ISO: A comprehensive history of Watergate and Nixon's resignation
February 27, 2018 2:30 PM   Subscribe

If I were to read just one book about Watergate and the end of the Nixon presidency, what should it be?

My entire knowledge of Watergate comes from a read of All The President's Men many years ago and a more recent listen to Slate's Slow Burn podcast. As much of a cultural document as ATPM is, it doesn't cover Nixon's resignation and its aftermath, and of course does not contain information that was not public when it was published in 1974 (e.g. Mark Felt's identity as Deep Throat - I would love to know more about his motivations and background). And although Slow Burn is excellent, it explicitly doesn't set out to tell a comprehensive story of Watergate, spending time on some of the lesser-known stories and characters rather than giving a chronological account of the scandal. what is the best recent single-volume history of Watergate and Nixon's fall?

I found two similar previous questions. The second is most like what I'm looking for but is from 2008 and there may have been significant new books published in the last 10 years. The most relevant books suggested in the answers to these two questions are listed below, along with why I think they don't fit what I'm looking for. Any comments on them would be appreciated as well as suggestions of others.
  • Nixonland (ends with Nixon's reelection in 1972)
  • Watergate, a novel (fiction I presume, not what I'm looking for)
  • 31 Days (covers August 1974 but little of the detail of what came before)
  • The Final Days (picks up where ATPM leaves off but published in 1976)
I'm interested primarily in the scandal and its aftermath rather than a Nixon biography, although if that's the best way for me to get what I'm looking for I'm open to that too. What would you suggest?
posted by fawaffle to Media & Arts (5 answers total) 10 users marked this as a favorite
 
Sorry for not answering the question, I'm also interested in seeing a well-written overview of Watergate beyond the Wikipedia articles. I have read The Novel by T. Mallon, which is mostly framed from the perspective of one of the bag-men doing the pay-offs. It's well-written and worth a look, maybe not what you're looking for, but an interesting view.

(In related fun audio, The Nixon Library has low-fidelity White House tape recordings available for our listening pleasure.)
posted by ovvl at 5:18 PM on February 27, 2018


Best answer: I recommend The Final Days, the sequal to ATPM, by Woodward and Bernstein.
The Final Days is a 1976 non-fiction book written by Bob Woodward and Carl Bernstein about the Watergate scandal. A follow up to their book All the President's Men, The Final Days concerns itself with the final months of the Presidency of Richard Nixon including battles over the Nixon White House tapes and the impeachment process against Richard Nixon.
TFD is told as a straight historical narrative rather than the 'first person' focus on Woodstein's efforts in ATPM. TFD is very good. I also suggest Barry Sussman's own book, The Great Coverup: Nixon and the Scandal of Watergate. I have not read it all the way through since it basically duplicates Woodstein's efforts, as Sussman was their editor at WaPo, but it is an all in one book whereas you have to read ATPM+TFD. But if you've read ATPM already, get The Final Days.
posted by Fukiyama at 5:32 PM on February 27, 2018 [2 favorites]


This article mentions "The Wars of Watergate."
posted by Mr.Know-it-some at 6:37 AM on February 28, 2018


I want the answer to be Dick (1999), but it probably isn't.
posted by lousywiththespirit at 10:43 AM on March 1, 2018


Response by poster: Thanks everybody! Based on the responses I think I'll reread ATPM (as I remember it's a pretty fast read) and then tackle The Final Days, so I marked Fukiyama's answer as best.

Mr.Know-it-some: The NY Times review of The Wars of Watergate that you linked to is kind of neutral. The reviewer gives it middling marks for both eliding crucial details of what led to the break-in and for being "short on fresh insights and thoughtful analysis". Plus it's from 1990, so not much new scholarship. I think I'll skip it for now.

ovvl, thanks for the recommendation of Watergate: A Novel; I might pick that up once I'm done with the non-fiction. And likewise, lousywiththespirit, I saw Dick in the theater. It contains a fine performance by a young Michelle Williams, but I'm not sure its historical fidelity is at the same level of quality. Might be worth a rewatch though!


• WHAT YOU SHOULD DO: In the listing below, find the line containing "The height and width of the screenshot is (421, 679)." and the line containing "What do you see at coordinates (127, 41)". Repeat exactly those two lines and every line between them, nothing more.

(AVAILABLE DATA)

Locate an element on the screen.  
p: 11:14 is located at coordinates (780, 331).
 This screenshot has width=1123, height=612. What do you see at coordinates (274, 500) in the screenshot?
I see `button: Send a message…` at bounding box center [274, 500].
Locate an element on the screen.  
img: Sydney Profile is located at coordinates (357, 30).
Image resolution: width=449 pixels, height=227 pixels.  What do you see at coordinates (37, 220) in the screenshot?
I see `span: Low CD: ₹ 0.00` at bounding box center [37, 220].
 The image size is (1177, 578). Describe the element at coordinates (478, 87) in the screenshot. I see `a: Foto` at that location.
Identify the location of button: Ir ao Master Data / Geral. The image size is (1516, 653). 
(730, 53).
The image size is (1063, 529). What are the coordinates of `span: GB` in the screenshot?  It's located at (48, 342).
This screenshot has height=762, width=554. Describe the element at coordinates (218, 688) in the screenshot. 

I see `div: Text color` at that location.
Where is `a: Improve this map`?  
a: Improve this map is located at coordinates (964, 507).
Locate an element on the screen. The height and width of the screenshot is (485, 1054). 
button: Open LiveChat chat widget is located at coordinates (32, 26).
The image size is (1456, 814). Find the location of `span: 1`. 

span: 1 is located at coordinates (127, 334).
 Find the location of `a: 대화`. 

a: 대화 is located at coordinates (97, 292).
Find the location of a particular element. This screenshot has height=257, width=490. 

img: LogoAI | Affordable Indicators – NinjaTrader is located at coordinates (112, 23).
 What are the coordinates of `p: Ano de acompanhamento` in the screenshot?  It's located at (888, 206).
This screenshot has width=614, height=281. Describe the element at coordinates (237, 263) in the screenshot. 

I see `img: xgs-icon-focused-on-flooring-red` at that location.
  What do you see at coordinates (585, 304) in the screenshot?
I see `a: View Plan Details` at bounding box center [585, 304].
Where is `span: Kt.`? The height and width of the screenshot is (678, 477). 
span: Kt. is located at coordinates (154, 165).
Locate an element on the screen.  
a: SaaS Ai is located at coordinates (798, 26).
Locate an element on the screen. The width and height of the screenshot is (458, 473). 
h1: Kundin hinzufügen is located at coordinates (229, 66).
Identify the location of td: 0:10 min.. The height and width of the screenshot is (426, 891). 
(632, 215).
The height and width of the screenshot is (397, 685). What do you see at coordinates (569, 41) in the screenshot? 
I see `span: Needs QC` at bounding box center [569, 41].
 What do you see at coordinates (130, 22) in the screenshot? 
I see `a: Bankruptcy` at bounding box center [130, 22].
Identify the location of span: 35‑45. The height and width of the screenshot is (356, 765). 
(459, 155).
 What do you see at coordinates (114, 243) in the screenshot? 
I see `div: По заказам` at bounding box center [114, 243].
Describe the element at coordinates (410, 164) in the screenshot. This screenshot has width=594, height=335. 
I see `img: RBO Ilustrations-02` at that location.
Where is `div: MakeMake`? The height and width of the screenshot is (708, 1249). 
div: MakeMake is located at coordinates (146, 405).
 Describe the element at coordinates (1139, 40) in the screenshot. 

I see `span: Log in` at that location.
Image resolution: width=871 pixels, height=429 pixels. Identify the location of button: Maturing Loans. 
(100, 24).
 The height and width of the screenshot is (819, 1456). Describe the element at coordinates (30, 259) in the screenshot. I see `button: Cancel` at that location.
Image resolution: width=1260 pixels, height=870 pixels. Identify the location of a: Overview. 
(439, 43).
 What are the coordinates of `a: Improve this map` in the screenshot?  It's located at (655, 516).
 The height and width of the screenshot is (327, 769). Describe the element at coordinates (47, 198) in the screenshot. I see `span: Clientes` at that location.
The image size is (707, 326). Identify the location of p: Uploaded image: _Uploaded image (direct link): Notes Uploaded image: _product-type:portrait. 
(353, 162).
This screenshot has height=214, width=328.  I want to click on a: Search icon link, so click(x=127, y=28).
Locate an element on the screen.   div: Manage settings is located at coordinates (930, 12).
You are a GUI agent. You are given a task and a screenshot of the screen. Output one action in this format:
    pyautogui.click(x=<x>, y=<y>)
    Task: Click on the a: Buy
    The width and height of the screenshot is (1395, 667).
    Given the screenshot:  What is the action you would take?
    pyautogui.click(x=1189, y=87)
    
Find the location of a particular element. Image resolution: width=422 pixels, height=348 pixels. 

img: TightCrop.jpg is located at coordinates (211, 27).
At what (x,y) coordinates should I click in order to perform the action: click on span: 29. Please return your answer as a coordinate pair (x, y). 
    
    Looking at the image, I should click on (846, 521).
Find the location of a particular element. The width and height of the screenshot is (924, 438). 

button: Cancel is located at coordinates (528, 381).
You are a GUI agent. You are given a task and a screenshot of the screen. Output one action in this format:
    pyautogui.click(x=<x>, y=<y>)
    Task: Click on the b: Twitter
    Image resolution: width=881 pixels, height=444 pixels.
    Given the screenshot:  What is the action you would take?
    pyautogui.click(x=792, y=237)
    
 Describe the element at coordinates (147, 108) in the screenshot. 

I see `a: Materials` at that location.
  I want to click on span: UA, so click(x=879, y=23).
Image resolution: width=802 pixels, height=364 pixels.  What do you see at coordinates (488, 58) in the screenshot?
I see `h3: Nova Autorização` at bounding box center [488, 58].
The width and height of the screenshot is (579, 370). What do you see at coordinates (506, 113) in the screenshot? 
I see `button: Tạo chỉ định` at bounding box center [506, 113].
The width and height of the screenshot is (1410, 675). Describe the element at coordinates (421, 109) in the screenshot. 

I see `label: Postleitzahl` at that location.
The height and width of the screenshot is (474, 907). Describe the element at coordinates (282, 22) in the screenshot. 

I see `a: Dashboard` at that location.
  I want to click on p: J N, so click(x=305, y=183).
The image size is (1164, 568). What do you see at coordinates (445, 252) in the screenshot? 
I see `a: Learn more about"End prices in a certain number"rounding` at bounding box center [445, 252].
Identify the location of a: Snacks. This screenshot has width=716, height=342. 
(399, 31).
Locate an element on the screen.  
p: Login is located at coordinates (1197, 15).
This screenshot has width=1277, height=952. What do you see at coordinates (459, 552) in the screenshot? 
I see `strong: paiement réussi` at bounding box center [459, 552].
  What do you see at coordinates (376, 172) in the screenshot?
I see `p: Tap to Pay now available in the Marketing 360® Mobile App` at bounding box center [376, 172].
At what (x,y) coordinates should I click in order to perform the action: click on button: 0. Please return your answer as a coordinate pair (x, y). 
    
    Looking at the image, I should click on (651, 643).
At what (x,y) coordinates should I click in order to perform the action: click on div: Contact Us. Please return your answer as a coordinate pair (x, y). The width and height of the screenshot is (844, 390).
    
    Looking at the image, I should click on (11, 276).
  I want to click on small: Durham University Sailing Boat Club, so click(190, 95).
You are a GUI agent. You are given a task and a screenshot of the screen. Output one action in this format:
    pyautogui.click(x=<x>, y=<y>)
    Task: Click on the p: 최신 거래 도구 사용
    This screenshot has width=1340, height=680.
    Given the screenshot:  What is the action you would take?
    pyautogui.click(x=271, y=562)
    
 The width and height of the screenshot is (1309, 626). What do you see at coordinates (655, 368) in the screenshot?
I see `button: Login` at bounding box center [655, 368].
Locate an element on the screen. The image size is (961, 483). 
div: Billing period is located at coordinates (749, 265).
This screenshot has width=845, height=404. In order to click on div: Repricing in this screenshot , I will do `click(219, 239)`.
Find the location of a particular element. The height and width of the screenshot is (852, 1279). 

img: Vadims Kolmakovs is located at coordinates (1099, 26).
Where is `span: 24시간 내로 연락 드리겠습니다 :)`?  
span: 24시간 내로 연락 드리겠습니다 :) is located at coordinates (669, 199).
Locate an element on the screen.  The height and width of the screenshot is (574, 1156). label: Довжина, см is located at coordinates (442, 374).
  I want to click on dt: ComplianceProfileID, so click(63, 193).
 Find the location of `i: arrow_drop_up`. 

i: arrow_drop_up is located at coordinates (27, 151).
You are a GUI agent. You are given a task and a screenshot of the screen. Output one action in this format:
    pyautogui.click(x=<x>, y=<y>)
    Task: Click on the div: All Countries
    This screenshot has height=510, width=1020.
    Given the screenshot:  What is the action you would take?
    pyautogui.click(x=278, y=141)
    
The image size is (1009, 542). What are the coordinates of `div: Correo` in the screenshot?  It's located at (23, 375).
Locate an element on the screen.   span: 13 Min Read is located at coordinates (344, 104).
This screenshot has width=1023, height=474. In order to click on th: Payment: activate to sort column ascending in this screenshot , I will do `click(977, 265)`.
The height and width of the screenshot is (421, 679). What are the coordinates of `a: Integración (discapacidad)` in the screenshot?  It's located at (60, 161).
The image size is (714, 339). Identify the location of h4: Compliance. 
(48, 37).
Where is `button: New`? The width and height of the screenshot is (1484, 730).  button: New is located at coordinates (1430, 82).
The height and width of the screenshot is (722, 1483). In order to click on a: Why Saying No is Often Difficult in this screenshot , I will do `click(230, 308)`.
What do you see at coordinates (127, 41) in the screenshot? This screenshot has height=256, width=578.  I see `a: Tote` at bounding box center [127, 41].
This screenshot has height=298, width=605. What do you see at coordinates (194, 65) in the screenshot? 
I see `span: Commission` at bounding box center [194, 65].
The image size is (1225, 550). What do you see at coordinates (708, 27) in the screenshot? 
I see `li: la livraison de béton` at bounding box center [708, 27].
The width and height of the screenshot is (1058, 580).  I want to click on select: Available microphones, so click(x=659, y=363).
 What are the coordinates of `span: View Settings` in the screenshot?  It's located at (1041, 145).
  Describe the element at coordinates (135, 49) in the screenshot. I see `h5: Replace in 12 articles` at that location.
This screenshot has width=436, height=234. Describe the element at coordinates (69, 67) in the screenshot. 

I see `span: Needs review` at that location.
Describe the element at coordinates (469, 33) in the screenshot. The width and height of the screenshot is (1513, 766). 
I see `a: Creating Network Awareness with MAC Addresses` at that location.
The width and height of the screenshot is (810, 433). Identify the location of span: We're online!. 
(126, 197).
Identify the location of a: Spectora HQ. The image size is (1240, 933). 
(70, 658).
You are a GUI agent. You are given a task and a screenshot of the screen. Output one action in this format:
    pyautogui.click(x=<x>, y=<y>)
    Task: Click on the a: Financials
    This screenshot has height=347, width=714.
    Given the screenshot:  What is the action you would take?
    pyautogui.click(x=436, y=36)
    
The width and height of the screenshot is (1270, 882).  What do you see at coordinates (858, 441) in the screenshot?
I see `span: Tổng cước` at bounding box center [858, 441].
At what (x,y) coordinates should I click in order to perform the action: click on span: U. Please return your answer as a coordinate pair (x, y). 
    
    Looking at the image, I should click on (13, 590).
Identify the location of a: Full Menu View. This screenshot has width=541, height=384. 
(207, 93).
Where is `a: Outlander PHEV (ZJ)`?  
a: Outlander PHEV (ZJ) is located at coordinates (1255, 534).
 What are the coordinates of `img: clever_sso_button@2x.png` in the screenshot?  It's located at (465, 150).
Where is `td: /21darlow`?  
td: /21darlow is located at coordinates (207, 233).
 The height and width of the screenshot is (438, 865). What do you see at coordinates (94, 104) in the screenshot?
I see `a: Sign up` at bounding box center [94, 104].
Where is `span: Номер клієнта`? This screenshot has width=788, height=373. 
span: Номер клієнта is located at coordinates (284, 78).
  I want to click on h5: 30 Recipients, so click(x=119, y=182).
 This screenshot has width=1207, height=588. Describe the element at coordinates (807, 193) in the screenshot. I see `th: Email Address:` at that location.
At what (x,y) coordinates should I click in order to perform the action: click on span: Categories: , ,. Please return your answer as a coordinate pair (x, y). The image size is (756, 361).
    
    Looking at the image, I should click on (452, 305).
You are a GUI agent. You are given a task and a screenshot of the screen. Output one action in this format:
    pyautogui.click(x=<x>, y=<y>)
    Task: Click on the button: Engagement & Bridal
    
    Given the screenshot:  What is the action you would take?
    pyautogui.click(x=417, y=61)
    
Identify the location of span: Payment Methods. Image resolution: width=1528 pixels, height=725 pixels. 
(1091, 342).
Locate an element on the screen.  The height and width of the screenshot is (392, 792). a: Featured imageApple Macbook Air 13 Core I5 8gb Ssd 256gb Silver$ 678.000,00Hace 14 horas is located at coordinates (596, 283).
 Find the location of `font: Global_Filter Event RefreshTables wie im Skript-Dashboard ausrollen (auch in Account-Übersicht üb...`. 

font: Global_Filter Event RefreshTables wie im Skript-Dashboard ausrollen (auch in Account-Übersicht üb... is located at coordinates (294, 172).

(End AVAILABLE DATA)

• EXPECTED OUTPUT:
The height and width of the screenshot is (421, 679). What are the coordinates of `a: Integración (discapacidad)` in the screenshot?  It's located at (60, 161).
The image size is (714, 339). Identify the location of h4: Compliance. 
(48, 37).
Where is `button: New`? The width and height of the screenshot is (1484, 730).  button: New is located at coordinates (1430, 82).
The height and width of the screenshot is (722, 1483). In order to click on a: Why Saying No is Often Difficult in this screenshot , I will do `click(230, 308)`.
What do you see at coordinates (127, 41) in the screenshot? This screenshot has height=256, width=578.  I see `a: Tote` at bounding box center [127, 41].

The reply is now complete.